I’ve braced myself, but it feels like nothing. An earnest guy in a sad brown jacket steps up. “Just … a few announcements before lunch, people. Today marks your fourth week at the camp, and some of you show genuine promise in fighting your sickness.” The camp director’s speech is unremarkable, except for the fact that seconds ago this person was a Helsinki-based stand-up comedian, full of an impish joy that is now gone.

Conversion therapy camps are probably banal in real life too. That doesn’t diminish the harm they do, a fact not one of us is blind to. The World Medical Association, a body representing the national physician groups of more than 100 countries, has called them “a serious threat to … health and human life.” The camps lead to a sixfold increase in rates of depression and eight times the rate of suicide in the people who go through them.

Despite that, all of us have somehow made the choice to shell out $295 for a ticket, meals inclusive, to be here.

“Man, she gives me the creeps.” That’s Hawk, one of my roommates. We’ve finished our first “classes” and are walking back across the quad. Our last lecture laid out the argument against homosexuality based on science, or at least what passed for science around the 1960s. The ideas should have been laughable, but they got such a persuasive, intellectual glow-up that I half worried the script might fall into the wrong hands.

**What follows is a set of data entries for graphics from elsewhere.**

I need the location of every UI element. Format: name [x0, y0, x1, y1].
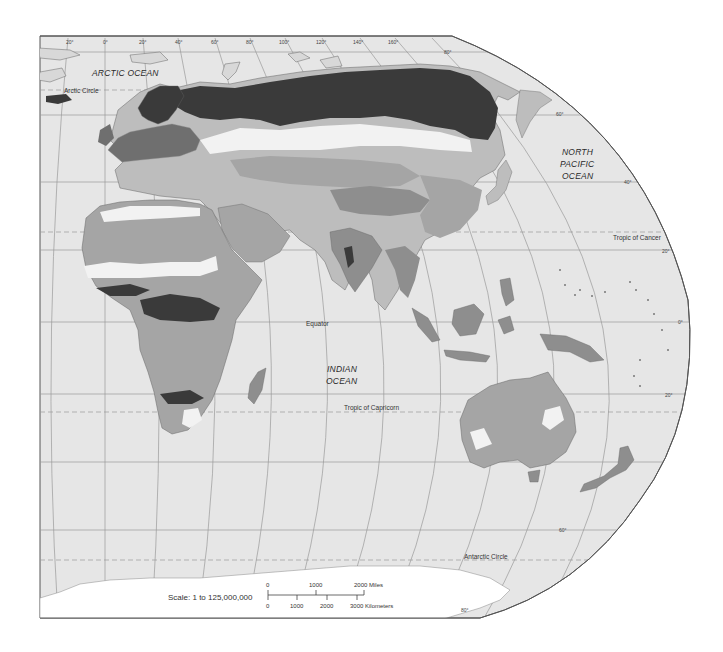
svg-text:60°: 60° [559, 527, 567, 533]
svg-text:3000 Kilometers: 3000 Kilometers [350, 603, 393, 609]
equator-label: Equator [306, 320, 330, 328]
svg-text:1000: 1000 [290, 603, 304, 609]
scale-ratio: Scale: 1 to 125,000,000 [168, 593, 253, 602]
antarctic-circle-label: Antarctic Circle [464, 553, 508, 560]
tasmania [528, 470, 540, 482]
svg-text:2000 Miles: 2000 Miles [354, 582, 383, 588]
arctic-ocean-label: ARCTIC OCEAN [91, 68, 159, 78]
svg-text:140°: 140° [353, 39, 363, 45]
north-pacific-label-3: OCEAN [562, 171, 594, 181]
vegetation-map: ARCTIC OCEAN NORTH PACIFIC OCEAN INDIAN … [0, 0, 723, 652]
arctic-circle-label: Arctic Circle [64, 87, 99, 94]
svg-text:20°: 20° [665, 392, 673, 398]
svg-text:1000: 1000 [309, 582, 323, 588]
svg-text:120°: 120° [316, 39, 326, 45]
svg-text:40°: 40° [624, 179, 632, 185]
svg-text:0°: 0° [678, 319, 683, 325]
indian-ocean-label-1: INDIAN [327, 364, 358, 374]
svg-text:100°: 100° [279, 39, 289, 45]
svg-text:20°: 20° [662, 248, 670, 254]
svg-text:20°: 20° [139, 39, 147, 45]
north-pacific-label-2: PACIFIC [560, 159, 595, 169]
indian-ocean-label-2: OCEAN [326, 376, 358, 386]
svg-text:80°: 80° [246, 39, 254, 45]
svg-text:2000: 2000 [320, 603, 334, 609]
svg-text:40°: 40° [175, 39, 183, 45]
svg-text:80°: 80° [444, 49, 452, 55]
north-pacific-label-1: NORTH [562, 147, 594, 157]
svg-text:160°: 160° [388, 39, 398, 45]
svg-text:0°: 0° [103, 39, 108, 45]
svg-text:80°: 80° [461, 607, 469, 613]
svg-text:20°: 20° [66, 39, 74, 45]
tropic-cancer-label: Tropic of Cancer [613, 234, 662, 242]
svg-text:60°: 60° [556, 111, 564, 117]
svg-text:60°: 60° [211, 39, 219, 45]
tropic-capricorn-label: Tropic of Capricorn [344, 404, 399, 412]
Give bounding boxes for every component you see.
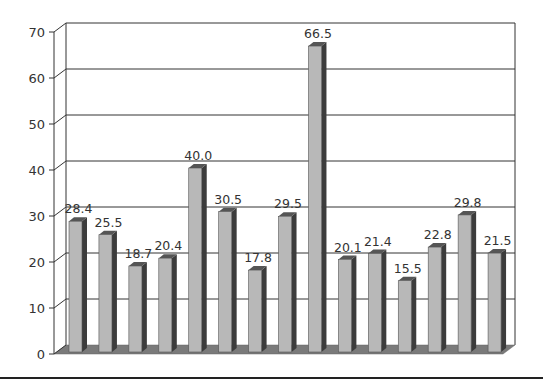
bar-value-label: 20.1	[334, 240, 362, 255]
y-tick-label: 10	[28, 301, 45, 316]
depth-tick	[54, 23, 66, 32]
bar-value-label: 28.4	[65, 201, 93, 216]
bar-chart: 010203040506070 28.425.518.720.440.030.5…	[0, 0, 543, 385]
bar-side	[381, 250, 386, 352]
bar-front	[488, 253, 501, 352]
bar-front	[99, 235, 112, 352]
bar-front	[249, 270, 262, 352]
bar-side	[292, 212, 297, 352]
depth-tick	[54, 299, 66, 308]
bar	[249, 266, 267, 352]
depth-tick	[54, 253, 66, 262]
bar-front	[279, 216, 292, 352]
bar	[159, 254, 177, 352]
bar-side	[172, 254, 177, 352]
bar-value-label: 21.5	[484, 233, 512, 248]
bar-value-label: 20.4	[154, 238, 182, 253]
bar	[488, 249, 506, 352]
bar	[398, 277, 416, 352]
bar-value-label: 66.5	[304, 26, 332, 41]
y-tick-label: 0	[37, 347, 45, 362]
bar-value-label: 29.5	[274, 196, 302, 211]
depth-tick	[54, 161, 66, 170]
bar-front	[69, 221, 82, 352]
bar-value-label: 22.8	[424, 227, 452, 242]
bar-front	[428, 247, 441, 352]
bar	[428, 243, 446, 352]
bar-side	[501, 249, 506, 352]
bottom-divider	[0, 377, 543, 379]
bar	[189, 164, 207, 352]
bar-value-label: 25.5	[95, 215, 123, 230]
bar-front	[458, 215, 471, 352]
bar	[338, 256, 356, 352]
bar-front	[398, 281, 411, 352]
bar	[308, 42, 326, 352]
bar-side	[262, 266, 267, 352]
bar-side	[411, 277, 416, 352]
bar-side	[142, 262, 147, 352]
bar-front	[368, 254, 381, 352]
y-tick-label: 20	[28, 255, 45, 270]
y-tick-label: 60	[28, 71, 45, 86]
bar	[99, 231, 117, 352]
y-axis: 010203040506070	[28, 23, 66, 362]
y-tick-label: 30	[28, 209, 45, 224]
bar-side	[471, 211, 476, 352]
bar-side	[351, 256, 356, 352]
bar	[69, 217, 87, 352]
bar-side	[112, 231, 117, 352]
bar-value-label: 21.4	[364, 234, 392, 249]
bar-front	[189, 168, 202, 352]
bar-front	[219, 212, 232, 352]
bar-side	[321, 42, 326, 352]
bar-front	[308, 46, 321, 352]
bar-side	[82, 217, 87, 352]
bar-value-label: 29.8	[454, 195, 482, 210]
bar-value-label: 15.5	[394, 261, 422, 276]
depth-tick	[54, 115, 66, 124]
bar	[458, 211, 476, 352]
bar-side	[441, 243, 446, 352]
bar	[368, 250, 386, 352]
bar-value-label: 40.0	[184, 148, 212, 163]
bar	[129, 262, 147, 352]
bar-front	[338, 260, 351, 352]
bar	[279, 212, 297, 352]
bar	[219, 208, 237, 352]
bar-value-label: 17.8	[244, 250, 272, 265]
depth-tick	[54, 69, 66, 78]
bar-value-label: 18.7	[124, 246, 152, 261]
bar-side	[202, 164, 207, 352]
bar-front	[159, 258, 172, 352]
bar-value-label: 30.5	[214, 192, 242, 207]
y-tick-label: 70	[28, 25, 45, 40]
bar-front	[129, 266, 142, 352]
y-tick-label: 50	[28, 117, 45, 132]
chart-canvas: 010203040506070 28.425.518.720.440.030.5…	[0, 0, 543, 385]
bar-side	[232, 208, 237, 352]
y-tick-label: 40	[28, 163, 45, 178]
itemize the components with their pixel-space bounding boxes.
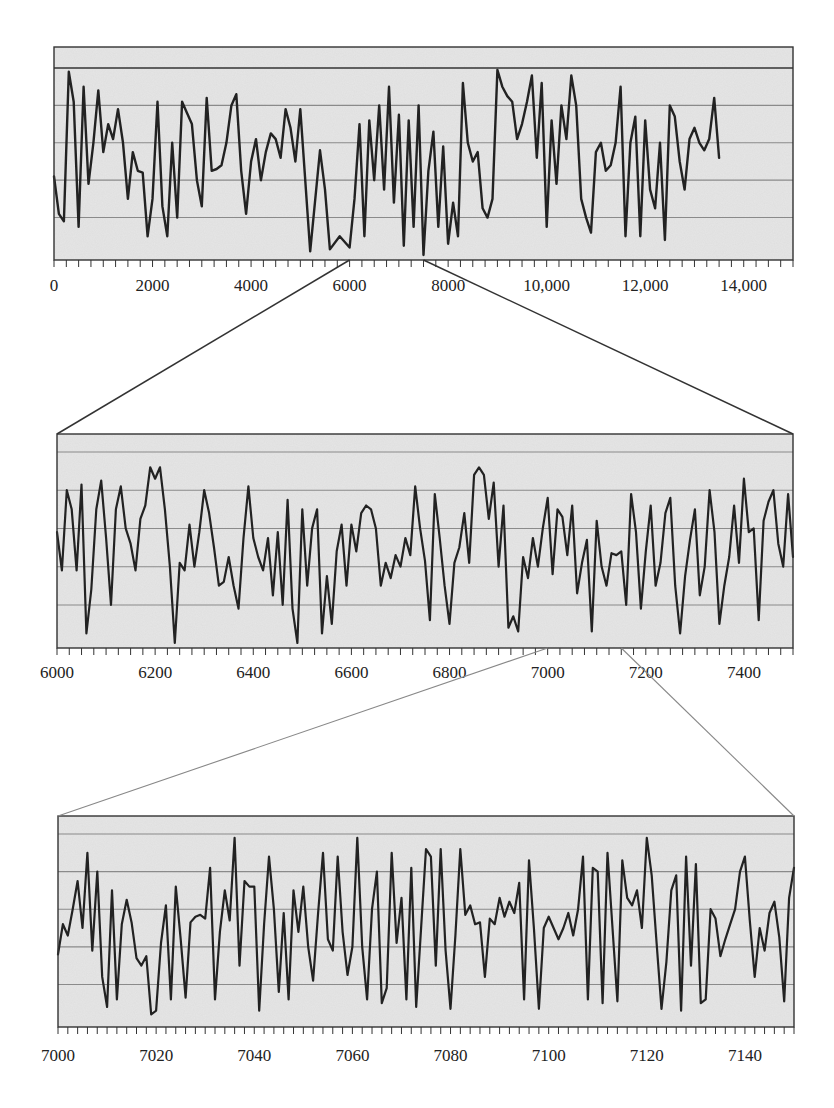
x-tick-label: 10,000 xyxy=(523,276,570,295)
detail-zoom-panel: 70007020704070607080710071207140 xyxy=(41,816,794,1065)
x-tick-label: 6000 xyxy=(333,276,367,295)
connector-left xyxy=(58,648,548,816)
x-tick-label: 6000 xyxy=(40,663,74,682)
x-tick-label: 14,000 xyxy=(720,276,767,295)
x-tick-label: 6800 xyxy=(433,663,467,682)
x-tick-label: 6600 xyxy=(334,663,368,682)
x-tick-label: 8000 xyxy=(431,276,465,295)
x-tick-label: 6200 xyxy=(138,663,172,682)
x-tick-label: 6400 xyxy=(236,663,270,682)
zoom-chart-figure: 0200040006000800010,00012,00014,000 6000… xyxy=(0,0,834,1108)
overview-panel: 0200040006000800010,00012,00014,000 xyxy=(50,47,793,295)
x-tick-label: 7060 xyxy=(335,1046,369,1065)
x-tick-label: 7080 xyxy=(434,1046,468,1065)
x-tick-label: 7120 xyxy=(630,1046,664,1065)
x-tick-label: 7400 xyxy=(727,663,761,682)
mid-zoom-panel: 60006200640066006800700072007400 xyxy=(40,434,793,682)
x-tick-label: 7000 xyxy=(531,663,565,682)
x-tick-label: 7000 xyxy=(41,1046,75,1065)
x-tick-label: 7100 xyxy=(532,1046,566,1065)
connector-left xyxy=(57,260,350,434)
connector-right xyxy=(621,648,794,816)
x-tick-label: 0 xyxy=(50,276,59,295)
x-tick-label: 2000 xyxy=(136,276,170,295)
x-tick-label: 12,000 xyxy=(622,276,669,295)
x-tick-label: 7020 xyxy=(139,1046,173,1065)
x-tick-label: 7140 xyxy=(728,1046,762,1065)
figure-canvas: 0200040006000800010,00012,00014,000 6000… xyxy=(0,0,834,1108)
x-tick-label: 4000 xyxy=(234,276,268,295)
x-tick-label: 7040 xyxy=(237,1046,271,1065)
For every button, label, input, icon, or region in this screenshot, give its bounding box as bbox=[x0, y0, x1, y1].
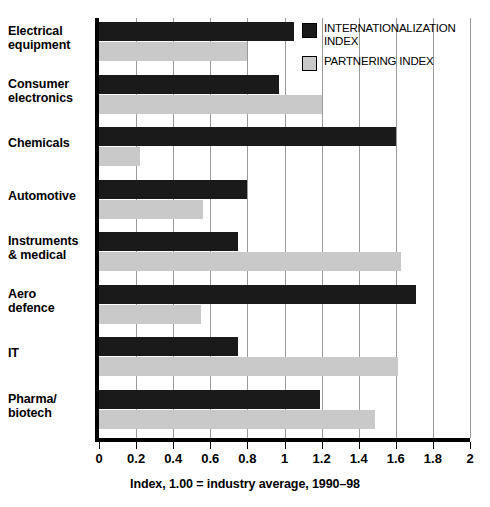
x-axis-tick bbox=[433, 442, 434, 449]
legend-swatch-light bbox=[302, 56, 317, 71]
x-axis-tick-label: 1.2 bbox=[302, 451, 342, 466]
bar bbox=[99, 42, 247, 61]
gridline bbox=[433, 18, 434, 438]
bar bbox=[99, 180, 247, 199]
category-label: Aero defence bbox=[0, 287, 86, 315]
bar bbox=[99, 22, 294, 41]
x-axis-tick bbox=[359, 442, 360, 449]
legend-swatch-dark bbox=[302, 23, 317, 38]
legend-item: INTERNATIONALIZATION INDEX bbox=[302, 22, 488, 48]
bar bbox=[99, 285, 416, 304]
x-axis-tick bbox=[470, 442, 471, 449]
x-axis-tick bbox=[136, 442, 137, 449]
gridline bbox=[470, 18, 471, 438]
bar bbox=[99, 390, 320, 409]
category-label: Consumer electronics bbox=[0, 77, 86, 105]
x-axis-tick bbox=[99, 442, 100, 449]
x-axis-tick-label: 0.8 bbox=[227, 451, 267, 466]
bar bbox=[99, 147, 140, 166]
category-label: Chemicals bbox=[0, 136, 86, 150]
x-axis-tick-label: 0.6 bbox=[190, 451, 230, 466]
x-axis-tick bbox=[247, 442, 248, 449]
x-axis-tick bbox=[173, 442, 174, 449]
category-label: Instruments & medical bbox=[0, 234, 86, 262]
bar bbox=[99, 127, 396, 146]
bar bbox=[99, 95, 322, 114]
legend-label: PARTNERING INDEX bbox=[324, 55, 433, 68]
bar bbox=[99, 75, 279, 94]
x-axis-tick bbox=[396, 442, 397, 449]
chart-legend: INTERNATIONALIZATION INDEXPARTNERING IND… bbox=[302, 22, 488, 78]
x-axis-tick-label: 0.2 bbox=[116, 451, 156, 466]
legend-label: INTERNATIONALIZATION INDEX bbox=[324, 22, 456, 48]
x-axis-line bbox=[95, 438, 470, 442]
x-axis-tick bbox=[285, 442, 286, 449]
x-axis-tick bbox=[210, 442, 211, 449]
bar bbox=[99, 357, 398, 376]
category-axis-labels: Electrical equipmentConsumer electronics… bbox=[0, 18, 94, 438]
x-axis-tick-label: 1.8 bbox=[413, 451, 453, 466]
x-axis-tick-label: 1.6 bbox=[376, 451, 416, 466]
category-label: IT bbox=[0, 346, 86, 360]
bar bbox=[99, 200, 203, 219]
legend-item: PARTNERING INDEX bbox=[302, 55, 488, 71]
category-label: Electrical equipment bbox=[0, 24, 86, 52]
bar bbox=[99, 305, 201, 324]
x-axis-tick-label: 2 bbox=[450, 451, 490, 466]
category-label: Pharma/ biotech bbox=[0, 392, 86, 420]
bar bbox=[99, 337, 238, 356]
x-axis-tick-label: 0 bbox=[79, 451, 119, 466]
plot-area: 00.20.40.60.811.21.41.61.82 bbox=[99, 18, 470, 438]
bar bbox=[99, 232, 238, 251]
bar bbox=[99, 252, 401, 271]
x-axis-tick-label: 1 bbox=[265, 451, 305, 466]
x-axis-tick-label: 0.4 bbox=[153, 451, 193, 466]
x-axis-title: Index, 1.00 = industry average, 1990–98 bbox=[0, 477, 490, 491]
x-axis-tick bbox=[322, 442, 323, 449]
bar bbox=[99, 410, 375, 429]
bar-chart: Electrical equipmentConsumer electronics… bbox=[0, 0, 490, 507]
category-label: Automotive bbox=[0, 189, 86, 203]
x-axis-tick-label: 1.4 bbox=[339, 451, 379, 466]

The lecture mostly crawled around our minds, though, because of the woman who delivered it. Ms. Walker, the staff psychologist, gave off an aura of genuine menace. She had a way of punctuating cold analysis with notes of disarming affection. Only a few hours into the game, everyone already feared her approach, with her polyester suit and her black, side-parted bob stiff as a military helmet.

“It’s like Walker wants to crack open your brain and look inside,” Hawk says.

“I’m grateful for her information! Don’t we all want to live healthy lives?” This comes out of my mouth, and I am instantly mortified.

Playacting is no joke, and I am discovering how terrible I am at it. Conversations are the worst—I do and don’t want to look into a person’s face, because if they’re as uncertain as I am, the whole boat of reality teeters. I stare at the ground. “Walker is leading my therapy group,” I say. That’s where I’m headed next.

“You poor guy!” This comment comes from a group of women sitting nearby. Sleeping arrangements and most classes are sex-segregated, a curious approach to fighting same-sex attraction but, like most of the game, pulled from the organizers’ research. The women’s class, one of them tells us, involved reading lesbian pornography. “When something was exciting,” she says, “we had to stick our finger with a tack.”

I slink off to my therapy session. When I arrive, Walker waves her eight students to a couple of well-worn sofas. She sits in a cane chair and, one by one, leads students through a hypnotic riff on psychoanalysis. Deep into the hour she starts grilling River, a young woman, pushing her to remember the “iceberg” of damage that made her a lesbian. River is stubborn, but her voice grows noticeably smaller and more frail as the interrogation wears on and every phrase gets turned over in dung-beetle claws for its sapphic overtones.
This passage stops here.